Another parent revolt

The state law is the recourse for parents frustrated with learning

Once again, parents whose children attend a school with a long history of poor performance have united under the motto of Parent Revolution to call for a new administration.

This time the school that is seeing the parents’ effort to gather signatures and implement the “parent trigger law” is the 24th Street Elementary School—a K-5 school in urban Los Angeles. Legislation passed in 2010 allows parents at schools with three or more years of poor performance to gather signatures. If they can collect signatures from half of the parents, they can change the current administration and turn the school into a charter.

This is a drastic, traumatic change. Twice before, in the Compton and Adelanto School Districts, the actions of parents met with strong resistance from school authorities and the teachers’ union. In Compton, parents were defeated during a controversial campaign, while in Adelanto they claimed their first victory since the passage of the law.

It is true that the Parent Revolution movement is supported by charter schools and that they are the ones that benefit financially from a change in administration. However, holding them responsible for the parents being dissatisfied is a mistake.

It does not take much for parents to become concerned when they find out that their children did not acquire the knowledge needed when they enter a higher grade in another school. That lack of learning is a betrayal of the trust of parents who send their children to a school.

What would be ideal, as we have repeatedly said, is for everyone interested in student learning—parents, teachers and administrators—to work together toward a common goal. It is also necessary to recognize the lack of resources in schools like this one, where a great majority of the students are Latinos.

Nevertheless, it is obvious that parents, teachers and administrators at 24th Street Elementary do not share the same concerns about the low achievement in academic tests, like for example students who lack essential knowledge—such as reading—when graduating to a higher grade in another school.

This frustration is what had led parents, who have no other recourse available, to decide to use the state law to change the school. When a moment like this comes, it does not mean enemies of the public school have succeeded. It happens because teachers were unwilling or unable to straighten the course in order for the students to graduate with the lessons learned.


* Task objective
Among the lines listed below, count those that include the string "elements", and state only the count.

*** Material provided ***

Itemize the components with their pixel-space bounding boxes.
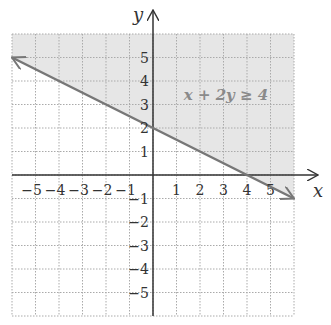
y-tick-label: 5 [140,50,149,66]
y-tick-label: −3 [128,238,149,254]
y-tick-label: 1 [140,144,149,160]
y-tick-label: −2 [128,214,149,230]
x-tick-label: −2 [92,182,113,198]
x-tick-label: 3 [219,182,228,198]
y-tick-label: −1 [128,191,149,207]
x-axis-label: x [313,180,323,201]
y-axis-label: y [132,4,144,25]
y-tick-label: 2 [140,120,149,136]
y-tick-label: 4 [140,73,149,89]
x-tick-label: −3 [68,182,89,198]
y-tick-label: −5 [128,285,149,301]
x-tick-label: 5 [266,182,275,198]
x-tick-label: −4 [45,182,66,198]
x-tick-label: 4 [243,182,252,198]
y-tick-label: −4 [128,261,149,277]
x-tick-label: 1 [172,182,181,198]
inequality-label: x + 2y ≥ 4 [183,86,269,104]
coordinate-plane: −5−4−3−2−11234554321−1−2−3−4−5xyx + 2y ≥… [0,0,331,325]
x-tick-label: 2 [196,182,205,198]
x-tick-label: −5 [21,182,42,198]
y-tick-label: 3 [140,97,149,113]
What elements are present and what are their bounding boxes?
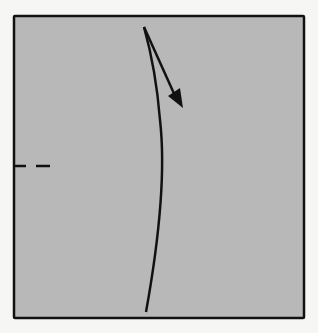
origami-diagram: [0, 0, 318, 333]
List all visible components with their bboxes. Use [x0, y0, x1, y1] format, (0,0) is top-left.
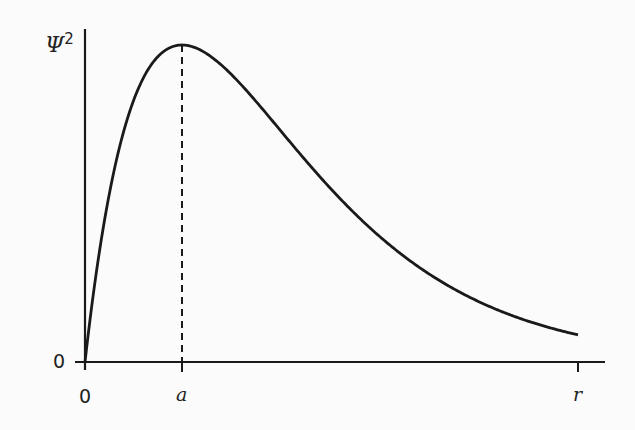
- superscript: 2: [64, 30, 74, 48]
- psi-symbol: Ψ: [45, 32, 64, 57]
- y-zero-label: 0: [53, 350, 65, 372]
- x-r-label: r: [573, 383, 582, 405]
- y-axis-label: Ψ2: [45, 30, 74, 57]
- psi-squared-curve: [85, 45, 578, 362]
- plot-area: [0, 0, 635, 430]
- x-a-label: a: [176, 383, 187, 405]
- x-zero-label: 0: [79, 385, 91, 407]
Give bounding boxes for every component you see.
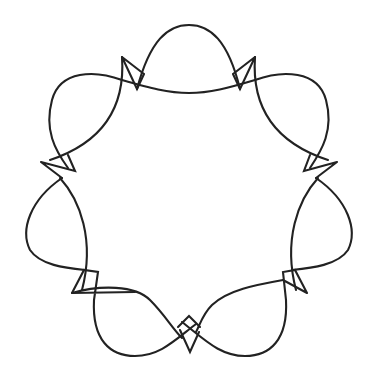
wave-upper-left <box>50 57 122 160</box>
curve-canvas <box>0 0 377 371</box>
lobe-upper-right <box>255 74 329 168</box>
curve-figure: Closed decorative curve with eight lobes… <box>0 0 377 371</box>
lobe-right <box>292 178 352 270</box>
lobe-upper-left <box>49 74 122 168</box>
lobe-bottom-right <box>196 280 283 332</box>
wave-top <box>122 80 255 93</box>
wave-bottom-left <box>94 300 196 356</box>
wave-right <box>291 178 318 290</box>
lobe-left <box>26 178 85 270</box>
cusp-bottom-left <box>72 270 135 300</box>
lobe-bottom-left <box>72 288 182 338</box>
wave-upper-right <box>255 57 328 160</box>
cusp-left <box>41 155 75 178</box>
lobe-top <box>137 25 240 89</box>
closed-curve <box>26 25 351 356</box>
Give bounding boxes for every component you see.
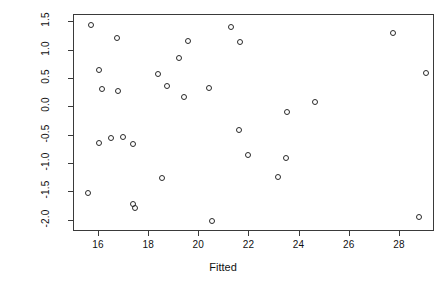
- x-tick-label: 24: [284, 239, 314, 250]
- data-point: [132, 205, 138, 211]
- data-point: [185, 38, 191, 44]
- data-point: [237, 39, 243, 45]
- data-point: [206, 85, 212, 91]
- data-point: [159, 175, 165, 181]
- x-tick-mark: [248, 231, 249, 236]
- x-tick-mark: [349, 231, 350, 236]
- data-point: [312, 99, 318, 105]
- data-point: [115, 88, 121, 94]
- x-tick-label: 28: [384, 239, 414, 250]
- scatter-chart: 16182022242628 1.51.00.50.0-0.5-1.0-1.5-…: [0, 0, 446, 286]
- data-point: [390, 30, 396, 36]
- data-point: [423, 70, 429, 76]
- data-point: [283, 155, 289, 161]
- data-point: [275, 174, 281, 180]
- data-point: [164, 83, 170, 89]
- x-tick-mark: [198, 231, 199, 236]
- data-point: [284, 109, 290, 115]
- data-point: [155, 71, 161, 77]
- data-point: [209, 218, 215, 224]
- data-point: [120, 134, 126, 140]
- data-point: [228, 24, 234, 30]
- data-point: [245, 152, 251, 158]
- x-tick-mark: [299, 231, 300, 236]
- x-tick-label: 26: [334, 239, 364, 250]
- x-tick-label: 22: [233, 239, 263, 250]
- data-point: [130, 141, 136, 147]
- x-tick-label: 20: [183, 239, 213, 250]
- data-point: [114, 35, 120, 41]
- x-tick-mark: [399, 231, 400, 236]
- data-point: [416, 214, 422, 220]
- y-axis-label-wrapper: Standardized residuals: [0, 0, 110, 286]
- data-point: [176, 55, 182, 61]
- data-point: [236, 127, 242, 133]
- x-tick-mark: [148, 231, 149, 236]
- plot-area: [73, 14, 434, 231]
- data-point: [181, 94, 187, 100]
- x-tick-label: 18: [133, 239, 163, 250]
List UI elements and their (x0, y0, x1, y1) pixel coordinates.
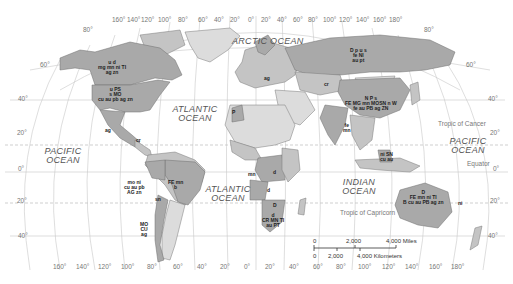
scale-bar (314, 245, 396, 251)
lon-bottom: 120° (382, 264, 395, 271)
tropic-of-cancer-label: Tropic of Cancer (438, 121, 486, 128)
lon-top: 80° (308, 17, 318, 24)
resource-label-angola: d (267, 188, 270, 193)
lon-top: 140° (356, 17, 369, 24)
resource-label-pacific-islands: ni (458, 201, 462, 206)
resource-label-botswana: D (273, 203, 277, 208)
lon-top: 100° (323, 17, 336, 24)
ocean-label-pacific-east: PACIFIC OCEAN (443, 137, 493, 155)
lon-top: 80° (178, 17, 188, 24)
lat-right: 40° (488, 233, 498, 240)
resource-label-usa: u PSs MOcu au pb ag zn (98, 87, 133, 102)
ocean-label-arctic: ARCTIC OCEAN (232, 37, 304, 46)
lon-top: 120° (141, 17, 154, 24)
scale-miles-0: 0 (313, 238, 316, 244)
lon-bottom: 160° (429, 264, 442, 271)
resource-label-canada: u dmg mn ni TIag zn (98, 60, 126, 75)
resource-label-india: femn (343, 123, 351, 133)
lon-bottom: 40° (197, 264, 207, 271)
resource-label-congo: d (273, 170, 276, 175)
resource-label-andes-north: mo nicu au pbAG zn (124, 180, 145, 195)
lon-top: 160° (112, 17, 125, 24)
resource-label-south-africa: dCR MN TIau PT (262, 213, 284, 228)
lon-top: 120° (339, 17, 352, 24)
resource-label-chile: MOCUag (140, 222, 148, 237)
scale-km-0: 0 (313, 253, 316, 259)
lon-bottom: 80° (336, 264, 346, 271)
congo (255, 155, 285, 182)
lon-top: 20° (230, 17, 240, 24)
new-zealand (470, 226, 482, 250)
lon-bottom: 180° (451, 264, 464, 271)
lon-top: 60° (198, 17, 208, 24)
lon-bottom: 20° (220, 264, 230, 271)
lon-top: 20° (261, 17, 271, 24)
lon-bottom: 80° (147, 264, 157, 271)
equator-label: Equator (467, 161, 490, 168)
scale-miles-2000: 2,000 (346, 238, 361, 244)
lon-top: 100° (158, 17, 171, 24)
lon-top: 0° (248, 17, 254, 24)
lat-right: 60° (466, 62, 476, 69)
resource-label-indonesia: ni SNcu au (380, 152, 393, 162)
scale-miles-4000: 4,000 Miles (386, 238, 417, 244)
lat-left: 40° (18, 96, 28, 103)
tropic-of-capricorn-label: Tropic of Capricorn (340, 210, 395, 217)
lat-right: 80° (424, 27, 434, 34)
russia (285, 35, 455, 75)
lon-bottom: 40° (289, 264, 299, 271)
lon-bottom: 140° (76, 264, 89, 271)
central-asia (295, 72, 345, 95)
lon-bottom: 160° (53, 264, 66, 271)
resource-label-china: N P sFE MG mn MOSN n Wfe au PB ag ZN (345, 96, 397, 111)
lon-bottom: 20° (265, 264, 275, 271)
ocean-label-indian: INDIAN OCEAN (334, 178, 384, 196)
lat-right: 20° (490, 198, 500, 205)
resource-label-west-africa: mn (248, 172, 256, 177)
lat-left: 20° (17, 130, 27, 137)
resource-label-russia: D p u sfe NIau pt (350, 48, 367, 63)
ocean-label-atlantic-south: ATLANTIC OCEAN (198, 185, 258, 203)
lat-left: 0° (18, 166, 24, 173)
ocean-label-pacific-west: PACIFIC OCEAN (38, 147, 88, 165)
lat-left: 40° (18, 233, 28, 240)
andes-north (145, 160, 165, 180)
japan (410, 82, 420, 105)
scale-km-2000: 2,000 (328, 253, 343, 259)
resource-label-europe: ag (264, 76, 270, 81)
lat-right: 20° (490, 130, 500, 137)
scale-km-4000: 4,000 Kilometers (357, 253, 402, 259)
lon-bottom: 140° (405, 264, 418, 271)
resource-label-bolivia: sn (155, 197, 161, 202)
madagascar (298, 198, 306, 215)
lon-bottom: 60° (313, 264, 323, 271)
lat-left: 80° (83, 27, 93, 34)
lat-right: 0° (493, 166, 499, 173)
resource-label-cuba: cr (136, 138, 141, 143)
lon-bottom: 0° (244, 264, 250, 271)
lon-bottom: 60° (173, 264, 183, 271)
lat-left: 60° (40, 62, 50, 69)
lon-bottom: 100° (121, 264, 134, 271)
lon-top: 60° (293, 17, 303, 24)
lon-top: 40° (277, 17, 287, 24)
ocean-label-atlantic-north: ATLANTIC OCEAN (165, 105, 225, 123)
lat-left: 20° (17, 198, 27, 205)
lon-top: 40° (214, 17, 224, 24)
lon-bottom: 120° (98, 264, 111, 271)
lat-right: 40° (488, 96, 498, 103)
resource-label-australia: DFE mn ni TIB cu au PB ag zn (403, 190, 444, 205)
resource-label-brazil: FE mnb (168, 180, 183, 190)
lon-bottom: 100° (358, 264, 371, 271)
lon-top: 160° (373, 17, 386, 24)
lon-top: 140° (127, 17, 140, 24)
resource-label-mexico: ag (105, 128, 111, 133)
resource-label-central-asia: cr (324, 82, 329, 87)
lon-top: 180° (389, 17, 402, 24)
resource-label-morocco: P (232, 110, 235, 115)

*** End of Material provided ***

* Completed exercise
2